The case, Abramski v. United States, began when Bruce Abramski was charged with lying on federal gun purchase forms for saying that he was the actual buyer of the gun, when he was in fact buying the Glock 19 handgun for his uncle.

While his uncle is also eligible to purchase guns, Abramski bought it for him because he thought that as a former police officer he would be given a discount. The form he filled out at the time of purchase states: “You are not the actual buyer if you are acquiring the firearm on behalf of another person. If you are not the actual buyer, the dealer cannot transfer the firearm to you.”

Police discovered the deception while investigating Abramski for an unrelated crime, and he was sentenced to five years in prison. A federal statute reads that it is unlawful to deceive gun sellers “with respect to any fact material to the lawfulness of the sale.” Abramski contended that the statute itself was “entirely unconcerned with straw arrangements” –buying a firearm on behalf of another while claiming that it is for oneself — because such arrangements are part of a “secondary market” that includes gifting and raffling off guns.

Justice Elena Kagan, writing the majority opinion alongside Justices Sonya Sotomayor, Anthony Kennedy, Stephen Breyer, and Ruth Bader Ginsburg, disagreed: “Straw arrangements are not a part of the secondary market, separate and apart from the dealer’s sale. … The individual who sends a straw to a gun store to buy a firearm is transacting with the dealer, in every way but the most formal; and that distinguishes such a person from one who buys a gun, or receives a gun as a gift, from a private party.”

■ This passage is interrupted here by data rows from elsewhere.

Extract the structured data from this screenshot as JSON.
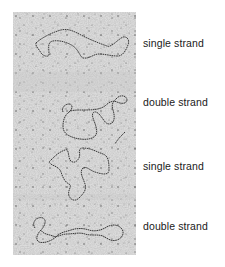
{
  "figure": {
    "panels": [
      {
        "label": "single strand",
        "top": 37
      },
      {
        "label": "double strand",
        "top": 96
      },
      {
        "label": "single strand",
        "top": 160
      },
      {
        "label": "double strand",
        "top": 220
      }
    ],
    "colors": {
      "background": "#ffffff",
      "micrograph_base": "#d9d9d9",
      "strand": "#3a3a3a",
      "text": "#1a1a1a"
    }
  }
}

Writing for the dissent, joined by Chief Justice John Roberts and Justices Clarence Thomas and Samuel Alito, Antonin Scalia responded that “the only thing which can justify that leap is the false imperative to make the statute as effective as possible, rather than as effective as the language indicates Congress desired. … The court makes it a federal crime for one lawful gun owner to buy a gun for another lawful gun owner. Whether or not that is a sensible result, the statutes Congress enacted do not support it — especially when, as is appropriate, we resolve ambiguity in those statutes in favor of the accused.”